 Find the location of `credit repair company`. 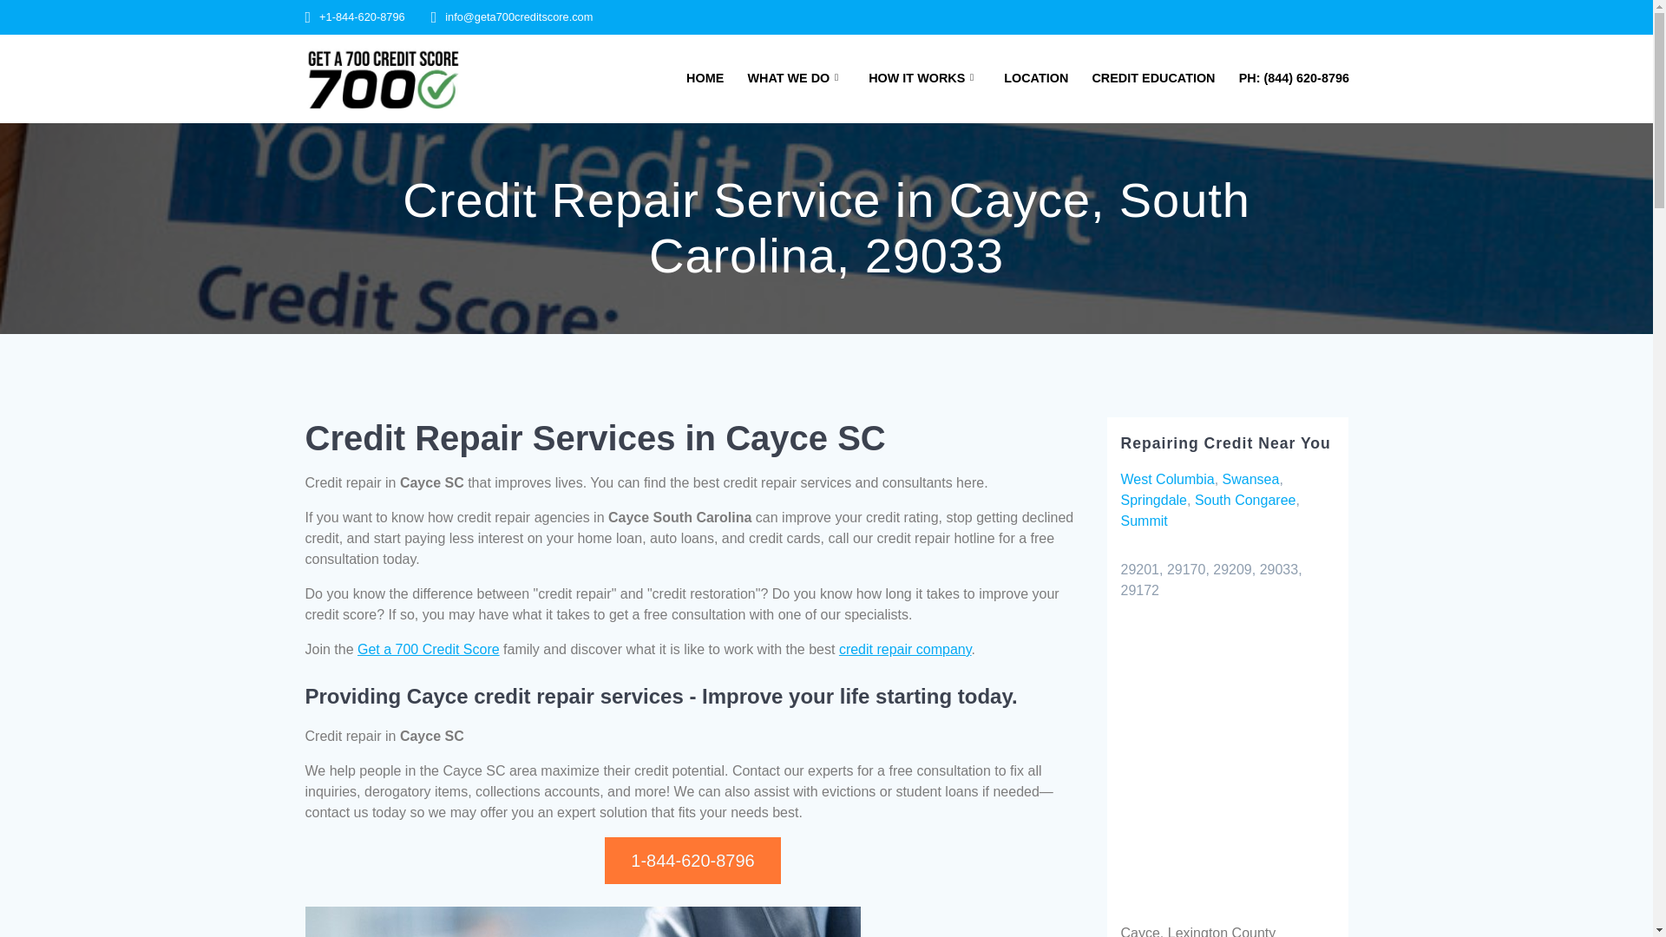

credit repair company is located at coordinates (905, 649).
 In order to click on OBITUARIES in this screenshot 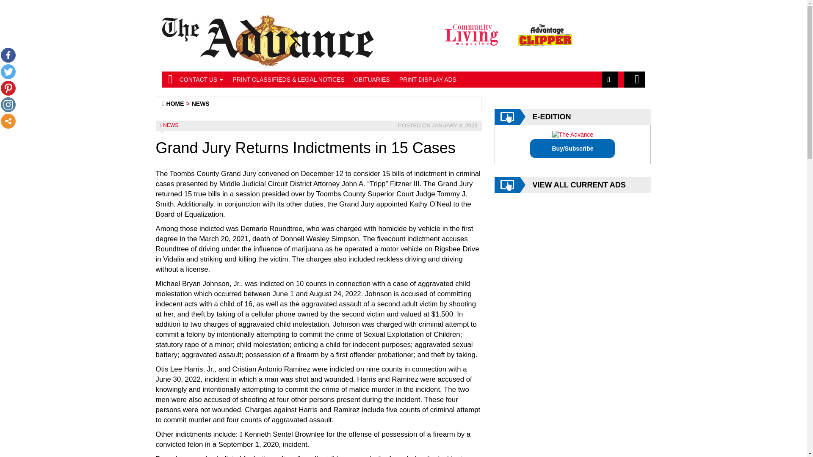, I will do `click(372, 80)`.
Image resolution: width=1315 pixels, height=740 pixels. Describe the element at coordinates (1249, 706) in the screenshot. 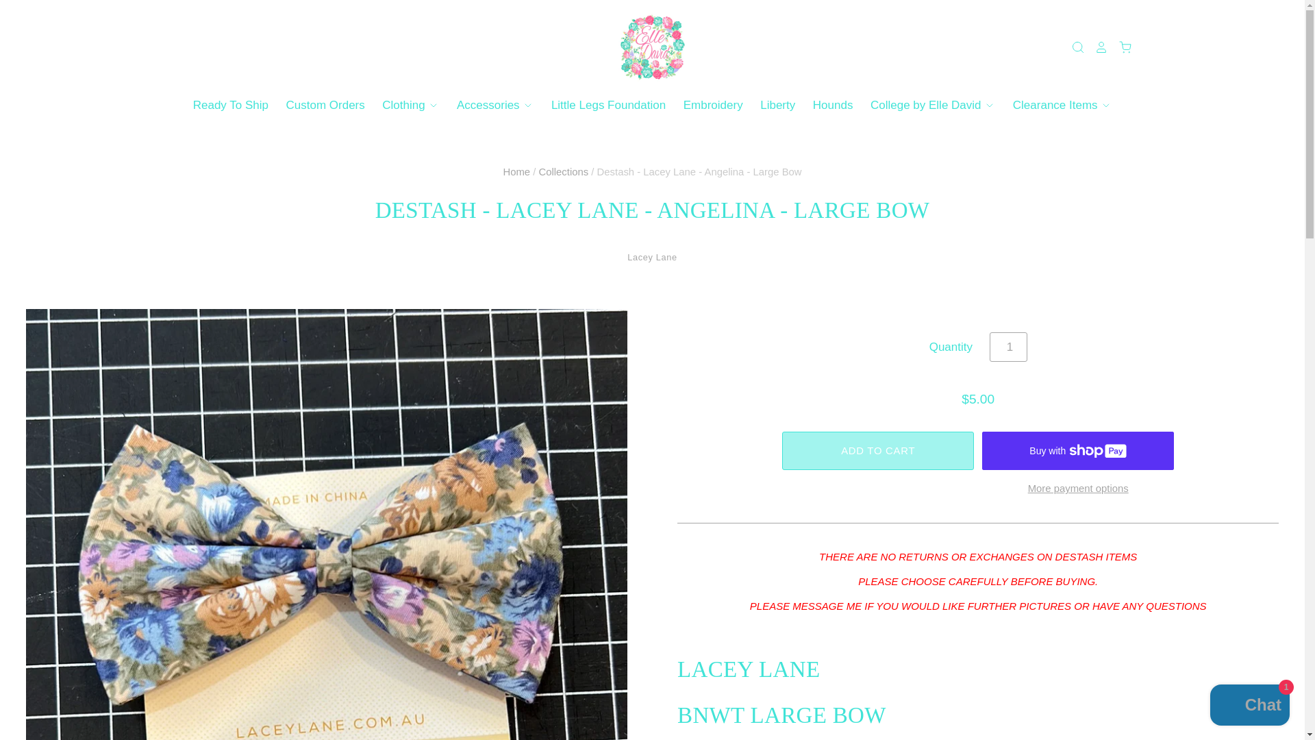

I see `Shopify online store chat` at that location.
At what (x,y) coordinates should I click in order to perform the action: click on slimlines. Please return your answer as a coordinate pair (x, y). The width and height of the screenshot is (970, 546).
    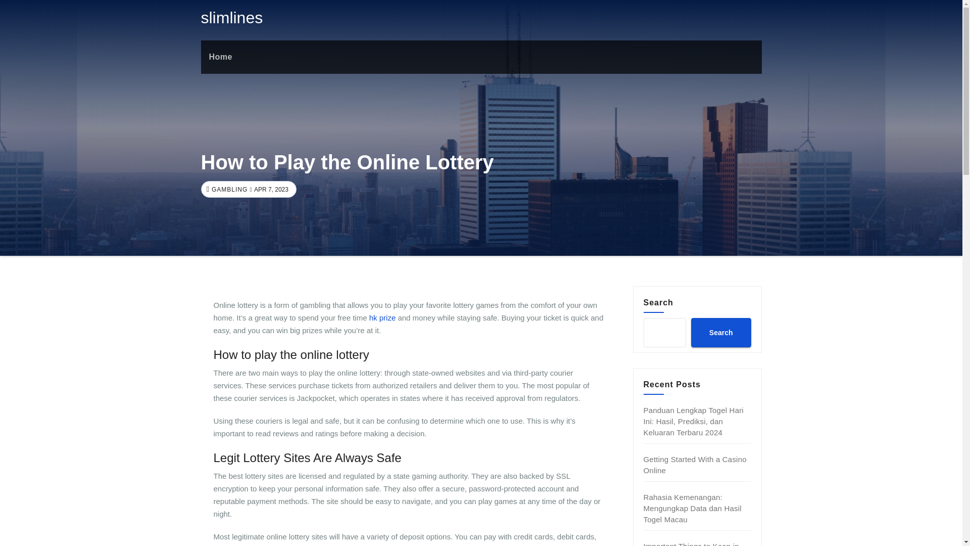
    Looking at the image, I should click on (231, 17).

Work instructions
Your copy must start at the line that holds "At what (x,y)" and end at the last line of the data, both included; it must contain no pictures.

Answer
At what (x,y) coordinates should I click in order to perform the action: click on slimlines. Please return your answer as a coordinate pair (x, y). The width and height of the screenshot is (970, 546).
    Looking at the image, I should click on (231, 17).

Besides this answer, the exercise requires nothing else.